==== Available data
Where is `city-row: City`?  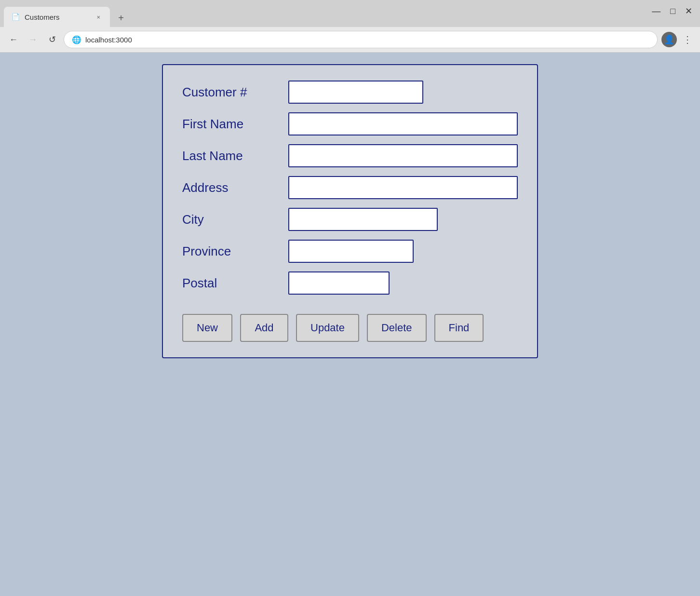 city-row: City is located at coordinates (350, 219).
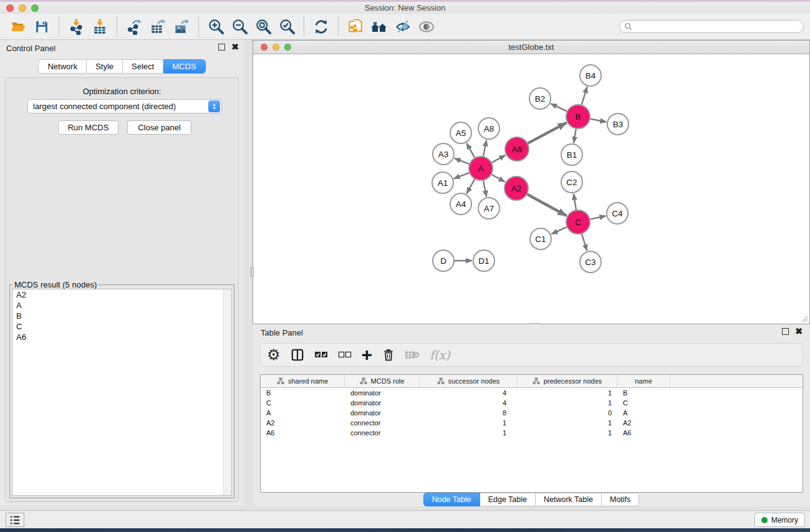 The width and height of the screenshot is (810, 532). I want to click on tab-edge-table: Edge Table, so click(508, 500).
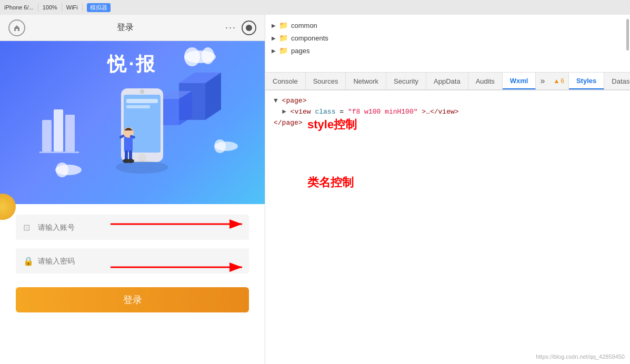 The height and width of the screenshot is (364, 630). I want to click on warning-icon: ▲, so click(556, 81).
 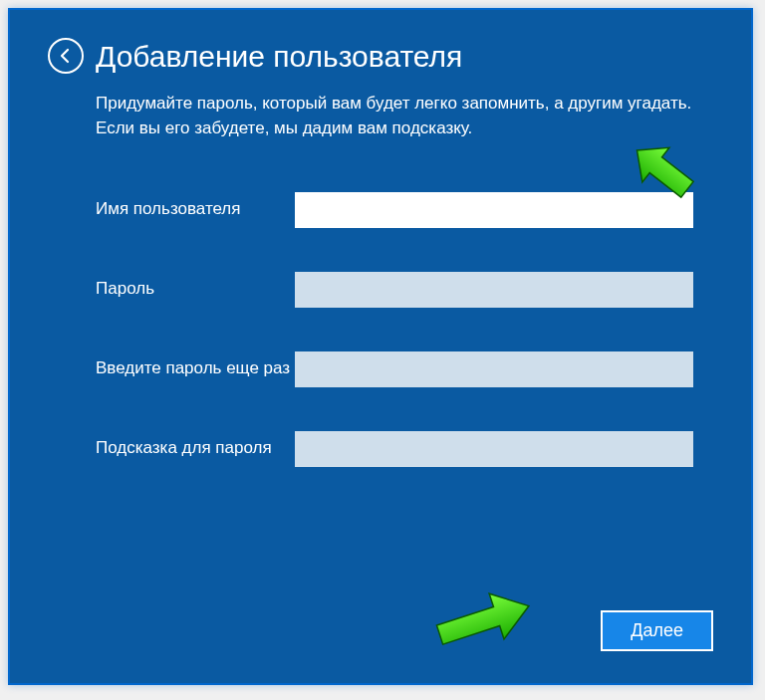 What do you see at coordinates (657, 631) in the screenshot?
I see `next-button: Далее` at bounding box center [657, 631].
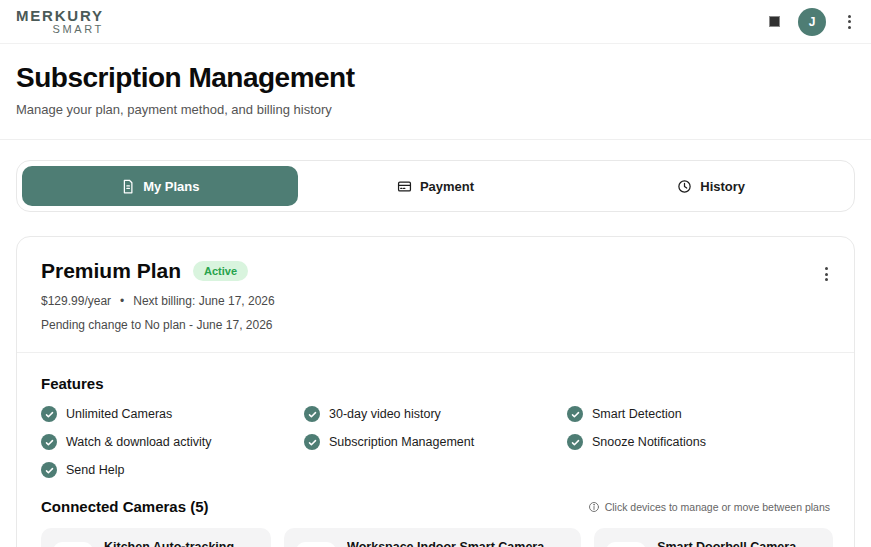  Describe the element at coordinates (436, 78) in the screenshot. I see `page-title: Subscription Management` at that location.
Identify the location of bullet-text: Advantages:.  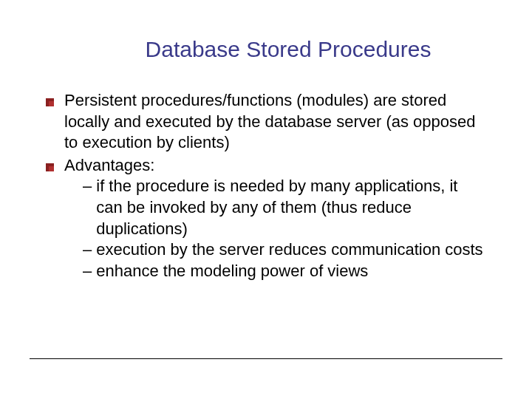
(276, 166).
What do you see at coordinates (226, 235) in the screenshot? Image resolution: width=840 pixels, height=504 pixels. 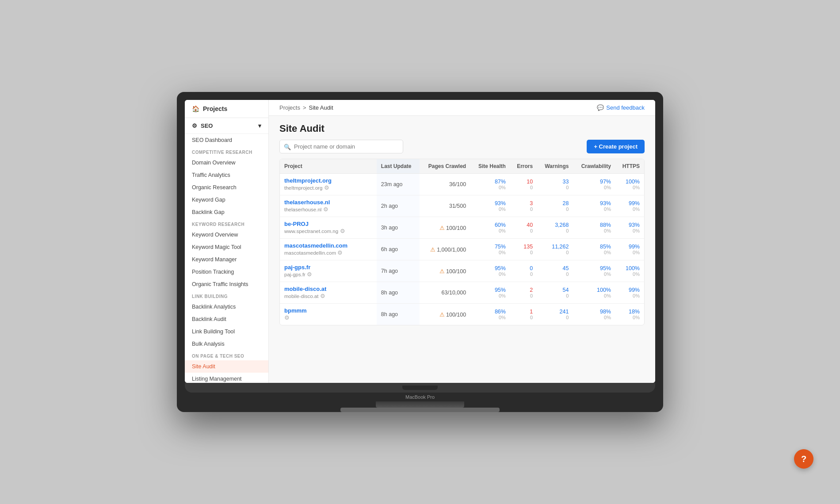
========
The output must match, line for line, the span from the line containing "Identify the location" through the end of the data, with the pictures removed.

Identify the location of bullet-text: Advantages:.  
(276, 166).
What do you see at coordinates (226, 235) in the screenshot? Image resolution: width=840 pixels, height=504 pixels. 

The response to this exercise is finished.